Map of St Kilda, from The History of St Kilda. Macaulay visited St Kilda in 1759, on behalf of the Society in Scotland for Propagating Christian Knowledge (SSPCK), and published in 1764 The History of St Kilda, containing a Description of this Remarkable Island, the Manners and Customs of its Inhabitants, the Religious and Pagan Antiquities there found, with many other curious and interesting ...
Robert Wodrow was the youngest son of James Wodrow, Professor of Divinity, at the University of Glasgow. [3] He was born in the Trongate there, April (or September) 1679. At the very hour of his birth, soldiers under warrant of the Privy Council, were searching the house to seize his father, but the latter, having exchanged clothes with the physician's man-servant, succeeded in escaping.
Culross Parish Church, Fife St Giles' from Parliament Square. Alexander Webster (1707 – 25 January 1784) was a Scottish writer and minister of the Church of Scotland, who served as Moderator of the General Assembly of the Church of Scotland in 1753. After his service as Moderator he was addressed as Very Rev Dr Alexander Webster.
MacLeod was a distinguished minister of the Scottish Church, and studied at Edinburgh.

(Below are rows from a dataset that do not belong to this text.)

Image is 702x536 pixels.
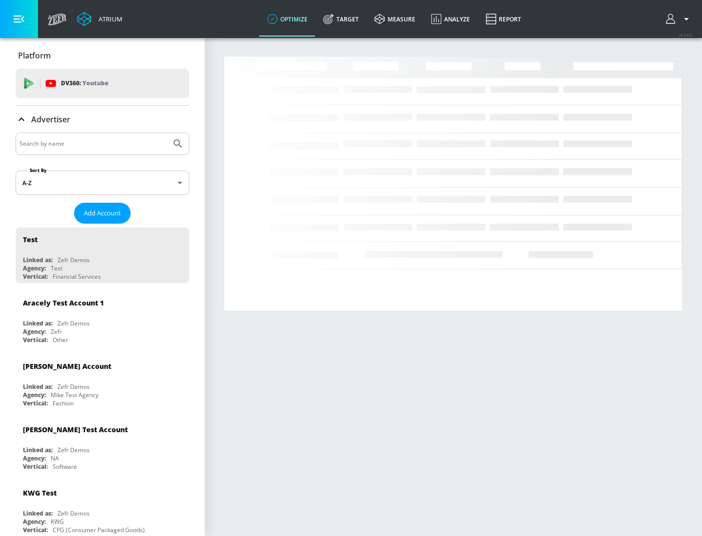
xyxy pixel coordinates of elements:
div: Zefr Demos [57,446,90,454]
div: Aracely Test Account 1Linked as:Zefr DemosAgency:ZefrVertical:Other [16,291,189,346]
div: Other [53,336,68,344]
div: Zefr Demos [57,319,90,327]
div: KWG Test [23,488,57,497]
div: Linked as: [23,319,53,327]
div: Zefr [51,327,62,336]
input: Search by name [19,137,167,150]
div: Financial Services [53,272,101,281]
a: Report [477,1,529,37]
div: Vertical: [23,526,48,534]
div: Software [53,462,77,471]
div: [PERSON_NAME] Test Account [23,425,128,434]
div: Vertical: [23,272,48,281]
a: Atrium [77,12,122,26]
span: v 4.24.0 [678,32,692,38]
div: Platform [16,42,189,69]
div: A-Z [16,171,189,195]
div: Linked as: [23,509,53,517]
div: [PERSON_NAME] AccountLinked as:Zefr DemosAgency:Mike Test AgencyVertical:Fashion [16,354,189,410]
div: Vertical: [23,462,48,471]
div: Agency: [23,264,46,272]
div: DV360: Youtube [16,69,189,98]
div: Linked as: [23,382,53,391]
div: Agency: [23,454,46,462]
div: [PERSON_NAME] Account [23,362,111,371]
span: Add Account [84,208,121,219]
p: Youtube [82,78,108,88]
label: Sort By [28,167,49,173]
p: Advertiser [31,114,70,125]
div: Agency: [23,517,46,526]
div: Atrium [95,15,122,23]
div: [PERSON_NAME] Test AccountLinked as:Zefr DemosAgency:NAVertical:Software [16,418,189,473]
button: Add Account [74,203,131,224]
div: TestLinked as:Zefr DemosAgency:TestVertical:Financial Services [16,228,189,283]
div: Test [51,264,62,272]
div: Linked as: [23,256,53,264]
div: Advertiser [16,106,189,133]
a: optimize [259,1,315,37]
div: Zefr Demos [57,382,90,391]
div: Vertical: [23,399,48,407]
div: Linked as: [23,446,53,454]
div: Aracely Test Account 1 [23,298,104,307]
div: Test [23,235,38,244]
div: Fashion [53,399,74,407]
div: Mike Test Agency [51,391,98,399]
p: DV360: [61,78,108,89]
a: Target [315,1,366,37]
div: Zefr Demos [57,509,90,517]
div: CPG (Consumer Packaged Goods) [53,526,145,534]
div: KWG [51,517,64,526]
a: Analyze [423,1,477,37]
div: NA [51,454,59,462]
div: Agency: [23,327,46,336]
div: Vertical: [23,336,48,344]
div: Agency: [23,391,46,399]
a: measure [366,1,423,37]
p: Platform [18,50,51,61]
div: Zefr Demos [57,256,90,264]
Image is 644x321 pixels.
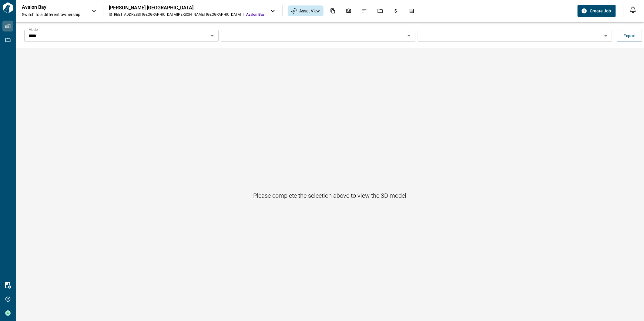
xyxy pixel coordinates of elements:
span: Avalon Bay [246,12,264,17]
button: Open [405,31,413,40]
button: Open [602,31,610,40]
h6: Please complete the selection above to view the 3D model [253,191,407,200]
button: Open notification feed [629,5,638,14]
button: Export [617,30,642,42]
span: Export [623,33,636,39]
span: Create Job [590,8,611,14]
div: Issues & Info [358,6,371,16]
div: Budgets [390,6,402,16]
button: Open [208,31,217,40]
div: Jobs [374,6,387,16]
div: Takeoff Center [405,6,418,16]
div: [PERSON_NAME] [GEOGRAPHIC_DATA] [109,5,264,11]
span: Switch to a different ownership [22,12,86,18]
div: Asset View [288,6,324,16]
div: Documents [326,6,340,16]
button: Create Job [578,5,616,17]
div: [STREET_ADDRESS] , [GEOGRAPHIC_DATA][PERSON_NAME] , [GEOGRAPHIC_DATA] [109,12,241,17]
div: Photos [342,6,355,16]
p: Avalon Bay [22,4,76,10]
label: Model [29,27,38,32]
span: Asset View [299,8,320,14]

He was licensed to preach by the Presbytery of Mull in 1806. He became one of the most distinguished ministers, and most popular preachers of his Church, becoming Moderator of the General Assembly of the Church of Scotland in 1836.
David Calderwood was born at Dalkeith, Midlothian, and educated at the college of Edinburgh.In 1604 he was ordained minister of Crailing in Roxburghshire.It was the time when King James was attempting to introduce prelacy into the Church of Scotland, and Calderwood was one of the sturdiest opponents of the royal scheme.